Thursday, August 16, 2012

Action Step 8: Continuity of Care


This is the third in our series of articles based on the the Surgeon General's Call to Action to Support Breastfeeding. The U.S. Breastfeeding Committee has suggested a specific focus for each day of August. Today we're actually looking at the focus from Wednesday.  The text below comes from Pages 45-46 of the Surgeon General's document.

Action 8. Develop systems to guarantee continuity of skilled support for lactation between hospitals and health care settings in the community. 

Image from Wikipedia
Upon discharge from their stay in the hospital, many mothers are unable to find and receive skilled breastfeeding support. Mothers often are left on their own to identify resources to help with questions and problems they may have with breastfeeding. Furthermore, hospitals, clinicians in the community, and community organizations typically lack systems to help connect mothers to skilled persons who can offer support for breastfeeding. Ideally, there would be a system to ensure that breastfeeding mothers and their infants would receive skilled support with lactation from informed and available health care teams. Hospitals, primary care clinicians, and community organizations share responsibility for creating such systems.

Implementation Strategies 
Create comprehensive statewide networks for home- or clinic-based follow-up care to be provided to every newborn in the state. Follow-up support for breastfeeding needs to be integrated into home visitation and postpartum care programs. Staff training in breastfeeding management would be fundamental to this care.

Establish partnerships for integrated and continuous follow-up care after discharge from the hospital. Communities often provide a variety of resources to help breastfeeding mothers, including peer support networks, breastfeeding clinics, lactation consultants, and support groups. Health care systems can ensure that their patients are informed about such resources and can facilitate connections to these resources. They can also help to strengthen or create these programs.

Establish and implement policies and programs to ensure that participants in WIC have services in place before discharge from the hospital. Community partners and key stakeholders, such as hospitals, lactation consultants, and other clinicians, can work with WIC to establish continuity of care for WIC participants who breastfeed their infants. In addition, WIC state agencies can collaborate with state hospital associations to identify key barriers to the provision of WIC services within the hospital setting. WIC state agencies and hospitals can partner to establish policies to ensure that WIC participants receive in-hospital
education and support for breastfeeding, including identiication of a WIC peer counselor and scheduling of follow-up support for breastfeeding by WIC staf in the community.

Getting Involved

We try to work as closely as we can with our local hospitals and physicians.  We deliver rental breastpumps to patients in their hospital rooms at Crestwood Hospital. Our Postpartum Support program is a tremendous resource for new mothers who don't have family nearby to help them after baby is born.

Our Bosom Buddies program is specifically designed to help WIC moms by providing them nursing bras. Furthermore, our sliding scale for lactation consultation services in our office ensures that no mother who needs help will ever be refused it due to her inability to pay for an IBCLC.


WHAT IS NEEDED: For each line in the records that contains "intake", make a copy.
++++++++++++++++++++
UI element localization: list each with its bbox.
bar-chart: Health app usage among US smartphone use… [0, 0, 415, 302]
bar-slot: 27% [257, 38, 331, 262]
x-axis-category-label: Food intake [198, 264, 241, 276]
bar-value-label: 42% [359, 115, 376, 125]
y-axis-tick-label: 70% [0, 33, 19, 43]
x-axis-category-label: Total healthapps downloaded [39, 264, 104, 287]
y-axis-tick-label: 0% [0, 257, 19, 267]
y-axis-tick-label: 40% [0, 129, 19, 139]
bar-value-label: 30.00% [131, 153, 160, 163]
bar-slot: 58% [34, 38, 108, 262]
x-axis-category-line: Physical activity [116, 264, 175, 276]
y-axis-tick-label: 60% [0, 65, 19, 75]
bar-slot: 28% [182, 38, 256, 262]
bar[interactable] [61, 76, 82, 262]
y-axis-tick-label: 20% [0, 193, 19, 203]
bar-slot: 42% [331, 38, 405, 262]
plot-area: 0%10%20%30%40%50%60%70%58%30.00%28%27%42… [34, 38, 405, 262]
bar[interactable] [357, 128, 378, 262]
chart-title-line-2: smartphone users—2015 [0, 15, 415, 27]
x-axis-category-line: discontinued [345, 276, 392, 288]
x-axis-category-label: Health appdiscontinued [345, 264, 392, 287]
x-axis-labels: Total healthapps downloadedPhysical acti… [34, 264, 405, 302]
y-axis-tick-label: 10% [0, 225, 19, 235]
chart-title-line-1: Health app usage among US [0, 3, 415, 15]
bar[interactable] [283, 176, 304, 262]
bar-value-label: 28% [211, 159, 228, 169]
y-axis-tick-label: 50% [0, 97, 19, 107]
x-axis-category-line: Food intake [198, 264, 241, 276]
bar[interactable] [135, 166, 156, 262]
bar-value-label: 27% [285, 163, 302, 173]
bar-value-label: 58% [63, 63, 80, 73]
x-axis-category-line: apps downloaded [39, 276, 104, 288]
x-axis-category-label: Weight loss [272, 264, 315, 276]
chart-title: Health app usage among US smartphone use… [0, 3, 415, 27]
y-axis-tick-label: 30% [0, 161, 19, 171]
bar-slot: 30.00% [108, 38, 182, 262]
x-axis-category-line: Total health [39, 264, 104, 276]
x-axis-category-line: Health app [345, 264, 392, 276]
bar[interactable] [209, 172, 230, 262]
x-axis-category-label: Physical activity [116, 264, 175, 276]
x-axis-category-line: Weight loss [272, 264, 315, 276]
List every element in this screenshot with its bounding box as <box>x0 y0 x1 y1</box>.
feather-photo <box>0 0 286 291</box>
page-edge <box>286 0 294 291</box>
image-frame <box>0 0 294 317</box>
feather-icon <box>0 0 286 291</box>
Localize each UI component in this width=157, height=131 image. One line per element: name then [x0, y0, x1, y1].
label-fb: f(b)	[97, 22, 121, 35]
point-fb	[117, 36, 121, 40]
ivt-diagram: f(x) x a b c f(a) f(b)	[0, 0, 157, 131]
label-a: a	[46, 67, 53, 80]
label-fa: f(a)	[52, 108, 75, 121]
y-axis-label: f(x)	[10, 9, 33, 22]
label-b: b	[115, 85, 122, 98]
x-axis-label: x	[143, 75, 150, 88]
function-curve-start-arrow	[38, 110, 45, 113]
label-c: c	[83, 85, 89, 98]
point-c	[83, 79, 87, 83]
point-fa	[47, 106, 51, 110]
++++++++++++++++++++
ANSWER SPACE:
x-axis-category-label: Food intake [198, 264, 241, 276]
x-axis-category-line: Food intake [198, 264, 241, 276]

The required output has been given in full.